The honest thing: the resort is isolated in a way that requires commitment. There's no charming village to wander after dinner. The nearest proper grocery store is a ShopRite in Monticello. If you don't drive, you're essentially living inside the resort for the duration, which is fine if that's the plan and claustrophobic if it isn't. Cell service in the surrounding hills is unreliable. The Wi-Fi in the room held up for streaming but hiccupped during a video call. The walls are thick enough that I never heard a neighbor, which, in a casino hotel, counts as a minor engineering triumph.

One thing I can't explain: there's a small koi pond near the spa level, and every time I walked past it — four times in two days — the same elderly man was sitting beside it, reading a different paperback. He never looked up. He never had a drink. He was just there, turning pages next to the fish. I have no idea if he was a guest or if the koi pond simply came with a man.
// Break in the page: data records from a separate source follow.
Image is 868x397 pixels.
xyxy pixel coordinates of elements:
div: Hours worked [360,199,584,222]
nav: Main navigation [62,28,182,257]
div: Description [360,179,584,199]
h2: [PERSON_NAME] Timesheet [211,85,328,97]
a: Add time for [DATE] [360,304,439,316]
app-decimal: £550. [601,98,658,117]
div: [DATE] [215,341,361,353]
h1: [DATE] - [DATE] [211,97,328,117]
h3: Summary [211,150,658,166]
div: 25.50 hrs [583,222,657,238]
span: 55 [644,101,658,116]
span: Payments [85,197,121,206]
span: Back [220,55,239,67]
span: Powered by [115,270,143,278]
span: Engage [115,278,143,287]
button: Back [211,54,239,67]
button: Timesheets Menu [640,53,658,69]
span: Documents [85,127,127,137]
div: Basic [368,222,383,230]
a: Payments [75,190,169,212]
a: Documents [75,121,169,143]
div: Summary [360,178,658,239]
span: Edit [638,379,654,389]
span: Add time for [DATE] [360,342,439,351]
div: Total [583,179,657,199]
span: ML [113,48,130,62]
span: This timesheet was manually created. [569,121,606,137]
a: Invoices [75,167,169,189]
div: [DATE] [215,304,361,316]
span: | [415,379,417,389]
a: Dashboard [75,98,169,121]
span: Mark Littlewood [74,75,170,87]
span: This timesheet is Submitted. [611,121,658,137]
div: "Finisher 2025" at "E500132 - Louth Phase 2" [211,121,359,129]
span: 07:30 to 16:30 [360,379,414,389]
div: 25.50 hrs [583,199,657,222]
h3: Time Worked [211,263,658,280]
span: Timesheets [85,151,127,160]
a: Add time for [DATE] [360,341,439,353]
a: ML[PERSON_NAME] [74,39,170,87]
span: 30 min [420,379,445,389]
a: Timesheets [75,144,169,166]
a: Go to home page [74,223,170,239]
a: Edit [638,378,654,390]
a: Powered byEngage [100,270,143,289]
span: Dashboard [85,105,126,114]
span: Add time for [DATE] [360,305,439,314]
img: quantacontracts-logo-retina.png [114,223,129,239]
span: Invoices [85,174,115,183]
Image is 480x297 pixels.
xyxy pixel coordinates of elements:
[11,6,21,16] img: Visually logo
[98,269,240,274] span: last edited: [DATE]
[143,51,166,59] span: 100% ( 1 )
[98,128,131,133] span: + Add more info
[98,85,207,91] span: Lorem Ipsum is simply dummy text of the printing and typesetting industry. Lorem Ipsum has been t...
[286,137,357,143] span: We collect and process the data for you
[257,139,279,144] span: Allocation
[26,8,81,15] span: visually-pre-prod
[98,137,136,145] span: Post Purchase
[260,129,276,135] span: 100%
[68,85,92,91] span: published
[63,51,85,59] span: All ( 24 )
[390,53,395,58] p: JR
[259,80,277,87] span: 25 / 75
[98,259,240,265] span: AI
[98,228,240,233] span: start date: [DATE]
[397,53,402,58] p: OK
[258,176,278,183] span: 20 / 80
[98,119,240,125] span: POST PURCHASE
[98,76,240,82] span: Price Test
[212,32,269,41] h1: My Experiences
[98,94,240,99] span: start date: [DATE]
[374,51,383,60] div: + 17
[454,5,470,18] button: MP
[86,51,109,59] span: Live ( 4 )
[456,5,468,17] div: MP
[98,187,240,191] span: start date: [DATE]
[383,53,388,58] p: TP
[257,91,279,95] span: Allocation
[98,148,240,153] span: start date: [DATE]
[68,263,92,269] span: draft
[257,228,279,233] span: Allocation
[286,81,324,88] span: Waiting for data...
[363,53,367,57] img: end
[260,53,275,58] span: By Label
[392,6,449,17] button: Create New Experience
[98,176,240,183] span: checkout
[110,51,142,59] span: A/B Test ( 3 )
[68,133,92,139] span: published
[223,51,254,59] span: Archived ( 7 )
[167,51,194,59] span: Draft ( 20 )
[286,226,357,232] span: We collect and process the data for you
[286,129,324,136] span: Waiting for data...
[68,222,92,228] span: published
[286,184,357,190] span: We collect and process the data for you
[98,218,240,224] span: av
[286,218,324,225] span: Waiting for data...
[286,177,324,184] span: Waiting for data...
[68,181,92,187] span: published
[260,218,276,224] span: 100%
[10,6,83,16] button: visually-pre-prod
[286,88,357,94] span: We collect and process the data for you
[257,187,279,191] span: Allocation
Driving out the way you drove in

Checkout is quick and the parking garage spits you back onto Resorts World Drive before you've finished your lobby coffee. Route 17 east toward home feels different in the morning — the light comes through the trees at an angle that makes the woods look deliberate, composed. You pass a farm stand that wasn't open when you arrived. You pass the sign for Bethel Woods, where Woodstock happened, fifteen minutes up the road. The Catskills keep doing what they've always done: absorbing whatever people build in them and going quiet again. The resort shrinks in the mirror. The deer don't move.

Rooms at Resorts World Catskills start around 149 US$ on weeknights, climbing past 300 US$ on peak weekends and show nights. What that buys you is a clean, comfortable base in mountains that are still figuring out what they want to be next — and a view that's worth more than the blackjack table will give back.